Dwayne Monroe idoru345 at yahoo.com
Thu Apr 6 07:38:16 PDT 2006


Chuck Grimes:

What interests me now is that I was no longer an American in quite the way one is supposed to be in order to paint like an American. You simply can not look at Spanish and Mexican painters, read French and Russian novels, and look at California through those eyes and still be an American. Maybe the rightwing is right, California isn't really part of America.

=======================

Perhaps. Yes. I can see this.

I first read Dostoevsky's “Crime and Punishment” at around 18 years of age.

Of course, it was a translation (with all the problems of lost nuance and missing information that entails) but even so, the novel's scale, and strange ambitions infected me with that mind-virus which seizes you when you fall in love with large ideas.

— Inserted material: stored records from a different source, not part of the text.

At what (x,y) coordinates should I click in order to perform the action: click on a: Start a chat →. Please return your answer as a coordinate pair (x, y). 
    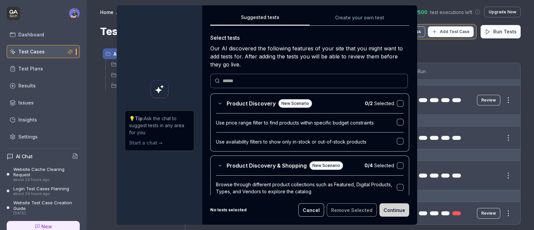
    Looking at the image, I should click on (146, 143).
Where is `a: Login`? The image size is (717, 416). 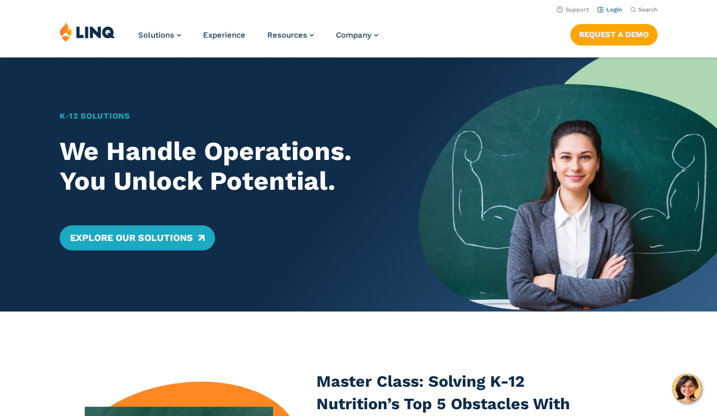
a: Login is located at coordinates (609, 9).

There was no turning back.

Many people's definition of what it means to be an American closely orbits around a tightly packed sphere of vague concepts: idealized simplicity, anti-internationalism, very basic religiosity, de-ethnicized Whiteness and oceans of sentimentality but almost no melancholy of the contemplative sort (and when the human situation is considered in full, surely some amount of laughing sadness seems required).

To the extent a person strays from this behavioral template they are, maybe, something else besides an American in the usual way that label is used.

.d.

--------- "If human beings had more of a sene of humor, things might have turned out differently."